The number of producing oil and gas wells on Western public lands will double over the next 20 years, according to a new analysis of federal actions authorizing new drilling.
In its new report “Too Wild To Drill,” the Wilderness Society estimates 118,000 new wells will be drilled on public lands in Utah, Wyoming, New Mexico, Colorado and Montana by 2026.
Group officials say the estimate is conservative because it didn’t include drilling plans still being crafted by the U.S. Forest Service and the Bureau of Land Management.
“We are about to see gas drilling at a magnitude greater than anything we’ve ever experienced, and it threatens to forever damage many of our most treasured Western places,” said William Meadows, president of the conservation group.
Industry officials said the number of surface acres disturbed on federal lands by oil and gas development amounts to just a fraction of the total acreage.
According to 2003 public-land statistics, less than 1 percent of the more than 261 million surface acres BLM manages is disturbed by oil and gas development.
“It’s a temporary impact,” said Marc Smith, director of the Independent Petroleum Association of Mountain States. “As soon as a well is drilled, we begin interim reclamation, and once it’s producing, final reclamation begins.”
In Colorado, the Wilderness Society says, 22,802 wells are slated to be drilled on public lands over the next 20 years – third behind Wyoming and Montana.
“If drilling continues at the pace set by the Bush administration, Colorado’s landscape will be forever disfigured,” said Suzanne Jones of the Wilderness Society’s Four Corners office in Denver.
Vaughn Whatley, a spokesman for the state BLM office, said managing public lands to support energy is part of BLM’s multiple-use mission.
“We do not have to choose between the environment and the energy,” Whatley said. “We choose management actions that balance our national needs to maintain our economy,our national security and our quality of life.”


_Work item_
Read the listing below and copy out each line where the word "Resource" occurs.

_Entries supplied_

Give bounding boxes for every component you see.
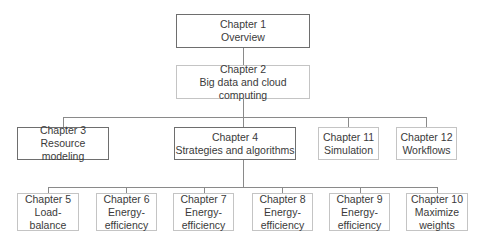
node-chapter-12: Chapter 12 Workflows — [396, 127, 457, 160]
node-chapter-5: Chapter 5 Load- balance — [17, 193, 79, 231]
node-title: Chapter 10 — [411, 193, 463, 206]
node-label-line-1: Energy- — [341, 206, 378, 219]
node-label-line-2: balance — [30, 219, 67, 232]
node-title: Chapter 5 — [25, 193, 71, 206]
node-chapter-6: Chapter 6 Energy- efficiency — [96, 193, 157, 231]
node-title: Chapter 1 — [220, 18, 266, 31]
connector-ch4-down — [243, 160, 244, 187]
node-chapter-7: Chapter 7 Energy- efficiency — [173, 193, 234, 231]
node-chapter-2: Chapter 2 Big data and cloud computing — [176, 65, 310, 99]
node-title: Chapter 6 — [103, 193, 149, 206]
node-title: Chapter 11 — [323, 131, 374, 144]
node-label: Workflows — [402, 144, 450, 157]
node-title: Chapter 7 — [180, 193, 226, 206]
connector-level3-bar — [48, 187, 438, 188]
node-chapter-8: Chapter 8 Energy- efficiency — [252, 193, 313, 231]
connector-ch2-down — [243, 99, 244, 117]
node-label-line-2: efficiency — [338, 219, 382, 232]
node-label-line-1: Energy- — [108, 206, 145, 219]
node-title: Chapter 9 — [336, 193, 382, 206]
node-label-line-1: Maximize — [415, 206, 459, 219]
node-label-line-2: weights — [419, 219, 455, 232]
connector-to-ch4 — [243, 117, 244, 127]
node-chapter-4: Chapter 4 Strategies and algorithms — [174, 127, 296, 160]
node-label: Big data and cloud computing — [177, 76, 309, 102]
connector-level2-bar — [63, 117, 427, 118]
node-label: Overview — [221, 31, 265, 44]
node-title: Chapter 4 — [212, 131, 258, 144]
node-label-line-1: Energy- — [185, 206, 222, 219]
node-title: Chapter 12 — [401, 131, 453, 144]
node-chapter-9: Chapter 9 Energy- efficiency — [329, 193, 390, 231]
node-title: Chapter 2 — [220, 63, 266, 76]
node-label: Simulation — [324, 144, 373, 157]
node-chapter-1: Chapter 1 Overview — [176, 14, 310, 48]
node-label-line-2: efficiency — [182, 219, 226, 232]
node-label-line-1: Load- — [35, 206, 62, 219]
node-label-line-2: efficiency — [105, 219, 149, 232]
node-label: Resource modeling — [18, 137, 108, 163]
connector-to-ch11 — [348, 117, 349, 127]
node-label: Strategies and algorithms — [175, 144, 294, 157]
node-label-line-1: Energy- — [264, 206, 301, 219]
node-chapter-11: Chapter 11 Simulation — [318, 127, 379, 160]
node-chapter-10: Chapter 10 Maximize weights — [406, 193, 468, 231]
chapter-structure-diagram: Chapter 1 Overview Chapter 2 Big data an… — [0, 0, 483, 248]
node-label-line-2: efficiency — [261, 219, 305, 232]
connector-to-ch12 — [426, 117, 427, 127]
node-title: Chapter 3 — [40, 124, 86, 137]
node-title: Chapter 8 — [259, 193, 305, 206]
node-chapter-3: Chapter 3 Resource modeling — [17, 127, 109, 160]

_Result of this exercise_
node-label: Resource modeling — [18, 137, 108, 163]
node-chapter-3: Chapter 3 Resource modeling — [17, 127, 109, 160]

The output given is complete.